So, what's Messthetics?

Messthetics is about something truly important and vital that really DID happen after the punters took up the cry of "punk is dead" (And no, we don't mean Joy Division.) And in its way, DIY was just as revolutionary as punk.

However proletarian punk was at the musician level (say, 70% in the U.K., 2% in the U.S.), it became business-as-usual almost instantly in terms of manufacturing and marketing. Sure, Stiff and Radar stayed independent for a couple of years, but even before the Sex Pistols got to EMI or A&M, they were cutting acetates at Abbey Road.

The Desperate Bicycles set the initial standard for the Do It Yourself alternative. To cut mastering costs in half, they pressed the same two songs on either side of their first two singles (August '77 and Feb. '78), and they recorded in one take. Younger fans may be surprised at their printed sleeves and labels [one side only, natch], but in 1978, both letter-press and offset printing were cheaper than photocopying, even in quantities of a couple hundred (although a surprising number of UK DIY 45s came in editions of 1000 or more). But the true rallying cry of DIY came from the 'Bicycles' "The Medium Was Tedium:" "It was easy. It was cheap. Go and do it!"

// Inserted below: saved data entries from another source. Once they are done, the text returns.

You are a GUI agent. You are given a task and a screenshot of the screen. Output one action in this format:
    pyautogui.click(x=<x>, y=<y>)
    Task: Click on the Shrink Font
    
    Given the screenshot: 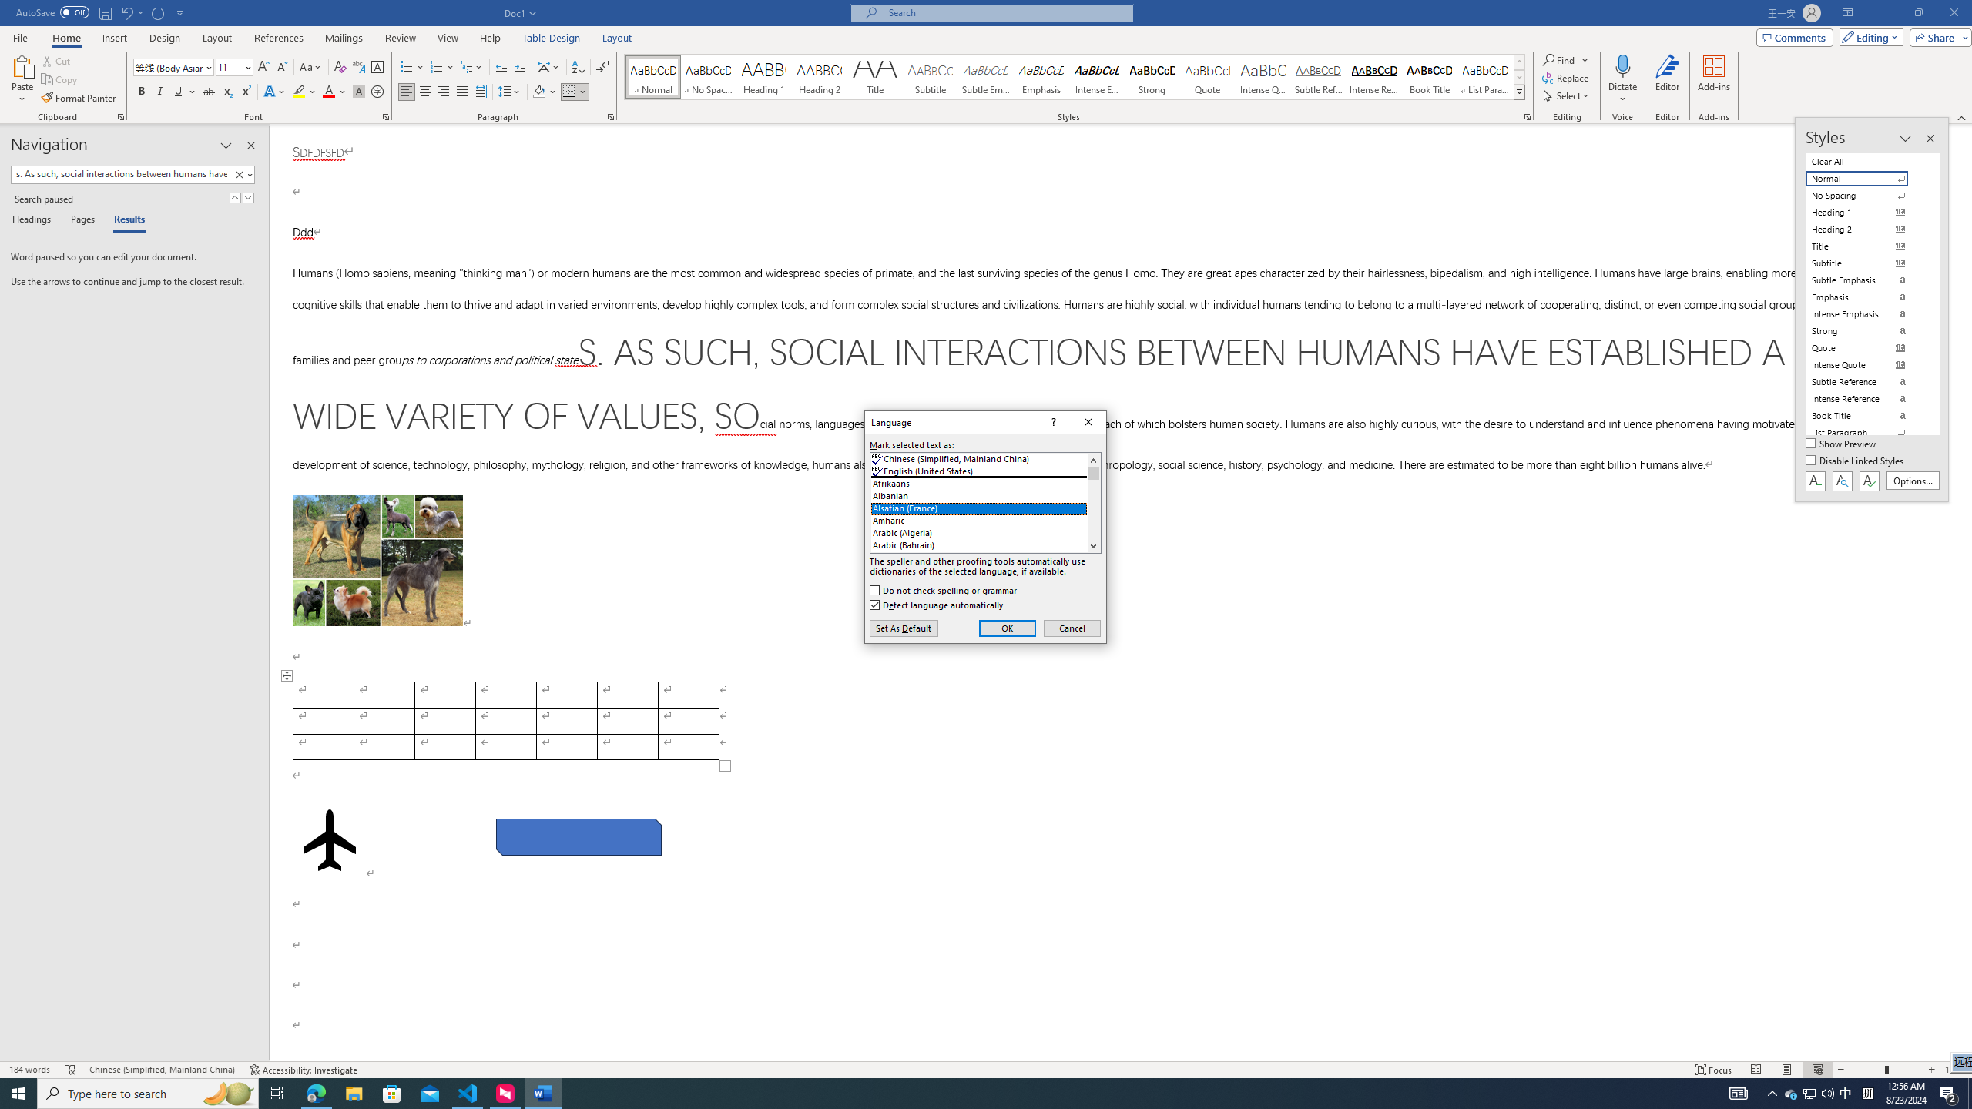 What is the action you would take?
    pyautogui.click(x=282, y=68)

While punk fizzled in '78 in a wave of tunelessness and gobbing, more timid bands either plugged away at over-hyped (and again, tuneless) skinny-tie pop [Pleasers, Boyfriends] or diluted whatever other fresh ideas they might have had with ever-more expensive gear and slicker production values. So meanwhile John Peel and others were only too happy to play and promote the rising tide of self-produced, home-made vinyl. (The U.K. listings for Volume were chiefly compiled from Mr. Peel's archives: if a DIY record is not listed, chances are good that the band never sent him one.) But back to budgetary matters:

Bands were more likely to list their production costs than to list their band-members' names. They were highly competitive about the former...and quite egalitarian about the latter, which were frequently given only as indeterminate three-letter grunts: Gez, Baz, Kaz, Daz, Loz, Tag, Jaf, Nik, Nag, etc. (This annoying habit became a veritable art form in the Oi era, of course.)

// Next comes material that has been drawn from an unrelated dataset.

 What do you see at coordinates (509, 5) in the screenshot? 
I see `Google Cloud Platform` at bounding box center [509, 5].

A great deal of the DIY "sound" is characterized by wheezy unreliable keyboards. Since they'd gone utterly out of fashion and/or having been superceded by newer electronics, Voxx Continentals and Rolands and Farfisas and Fender-Rhodeses and even a few Hammonds had become as cheap or cheaper than guitars in 1978. And every crappy studio still had a rattly old piano in the corner. Other common non-punk elements are hippie-psychedelic guitar chops, and bass-lines lifted rather directly from JJ Burnel of the Stranglers (an underappreciated genius of some magnitude). Oh yeah, and hardly anyone ever worried about their tunings or musicianship...

Messthetics posits a DIY-centric universe, so this series is inclusive, not exclusive. For instance, after the DIY sound had been around for a while, certain more established or commercially successful bands began to record songs that were musically indistinguishable from the real thing. They're here. Likewise, a bunch of DIY bands recorded straight-ahead punk songs (that regularly turn up on KBD-style comps). And some of those are here, too.

Have fun!


* Messthetics band-links A-to-M * N-to-Z *

Johan's Top 100 D.I.Y. singles of all time (Ugly Things #19)

Can't wait? Buy Messthetics CDs now!